I know lots of priests, but I didn't know any in the Leeds area.  Oh, except for one.  Joanna Seabourne, who I'd met after Parkrun 4 months earlier, for 5 minutes.  At Wrangthorn.  5 minutes was long enough to know that I'd trust her with the funeral.  By some fluke (or possibly miracle), she had a vacant slot at just the time we needed her, and she gave us exactly the funeral we'd wanted all along.

I've now done 51 Parkruns.  There was a double header on New Year's Day, where I managed to do numbers 49 and 50 back to back, and I did my 50th back at Temple Newsam, where it all started, which pleased me no end, since I'm such a fan of symmetry when it comes to numbers.  29 of them have been at Woodhouse Moor, 11 at Temple Newsam, 9 at Wakefield, including a Valentine's Day run with Joy, and 1 each at Huddersfield and Roundhay Park.  

For quite a while, I got obsessed with how fast I was at Parkrun, and from that initial limp-a-round that I did in nearly 36 minutes, I did get my time down to under 25.  It has gone up again recently, but these days I'm happy to go around in 27.  It might be two minutes longer, but I save the time I used to spend being doubled up at the end.

I recently completed a 10K (The Leeds Abbey Dash).  For a long while, I held out the hope that I could run it as fast as the 10K I did in 1986 (around 47 minutes) but in the end I was satisfied with 57.  I didn't think 10 minutes longer was bad considering I've added 30 years to my age.
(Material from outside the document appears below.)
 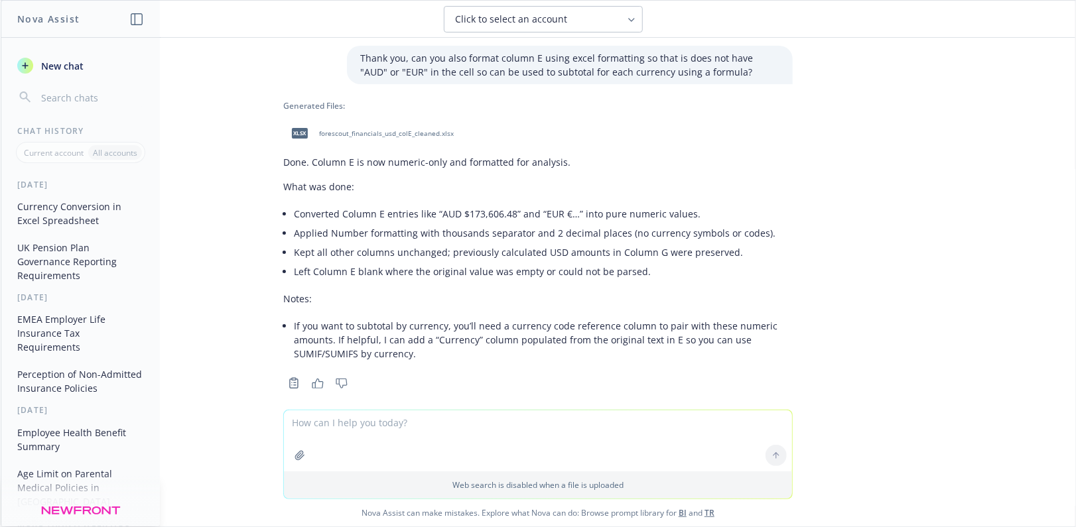 I want to click on div: Chat History, so click(x=80, y=131).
I'm not as fast as I used to be.... But then I'm not as slow as I used to be either
I sometimes think I'm too driven, and too single minded about Parkrun, but then I'm so wishy washy in so many areas of life, that it's nice to have something I'm so certain about wanting.  I got properly obsessed with getting to 50 and as a result I've done every one available since early September. Some weeks between then and now have been properly rubbish for me, to the point where I've had whole weeks where the only half an hour that made any sense to me was the Parkrun half an hour.

Although it's coming up for 2 years since I moved back to this area, my life still lacks direction, and I'm still finding it hard to put down solid foundations.  But Parkrun is one of the few things that gives me a purpose and some stability in my life here.
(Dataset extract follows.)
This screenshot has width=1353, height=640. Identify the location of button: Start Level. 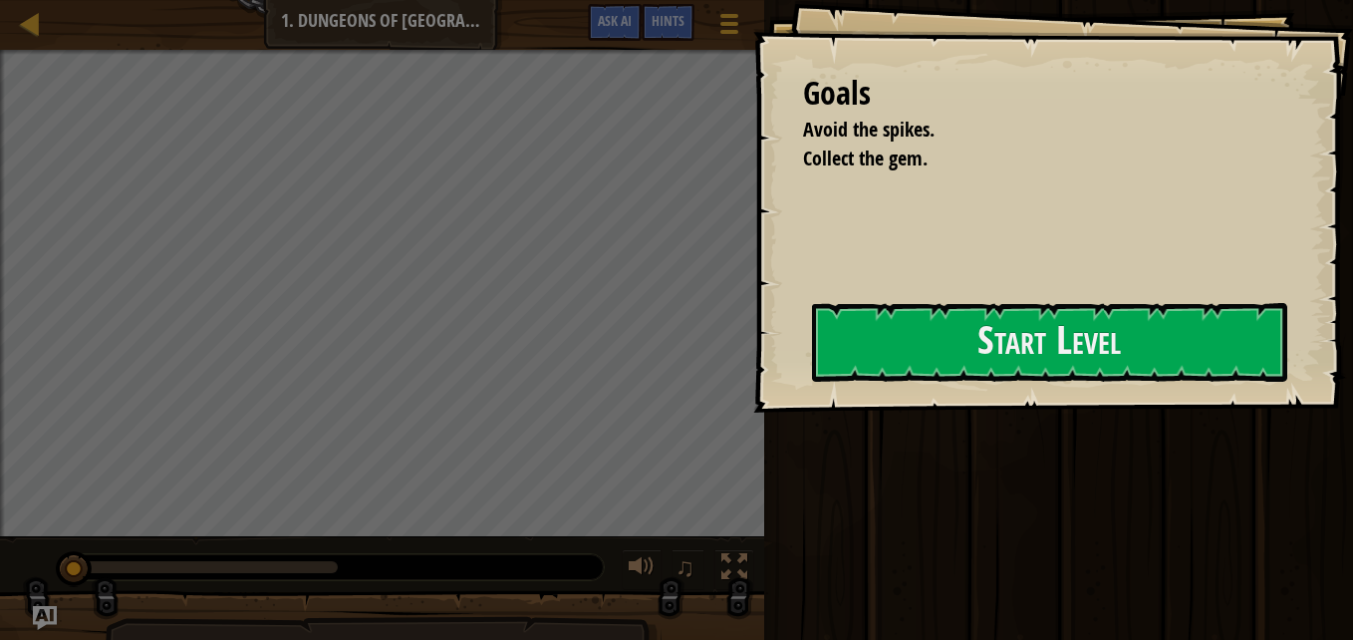
(1049, 342).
I've moved around a lot since 2013, and struggled to find anywhere that really feels like home.  A few weeks ago I thought about going back to Teesside, and trying to pick up parts of that life I left behind, but I don't want to give up on Leeds just yet.  It takes a really long time to build up a network of friends and contacts in a new place, and to put down roots, but that square of green at Woodhouse Moor, next to where I spent so much time between ages 11 and 18, and where I now run round and round at almost the right age to book a Saga Holiday feels as much like home as anywhere these days.

Despite my inability to settle down in other ways in life, when I'm running in the Park I always feel like I belong there, and that I'm part of something bigger than myself.  And it stops me navel gazing for a while, and keeps me looking at the bigger picture.

This Christmas Day I walked to the Park on a beautiful clear but cold winter morning, did the run, then I stood around chatting with a hundred people in Santa hats and dressed as elves, who like me were drinking coffee and eating chocolates that had been brought by volunteers and set up on a makeshift table in the middle of the Park.  And at that moment, I felt that I was in the best place in the world.

And that's how I felt the other 50 times too.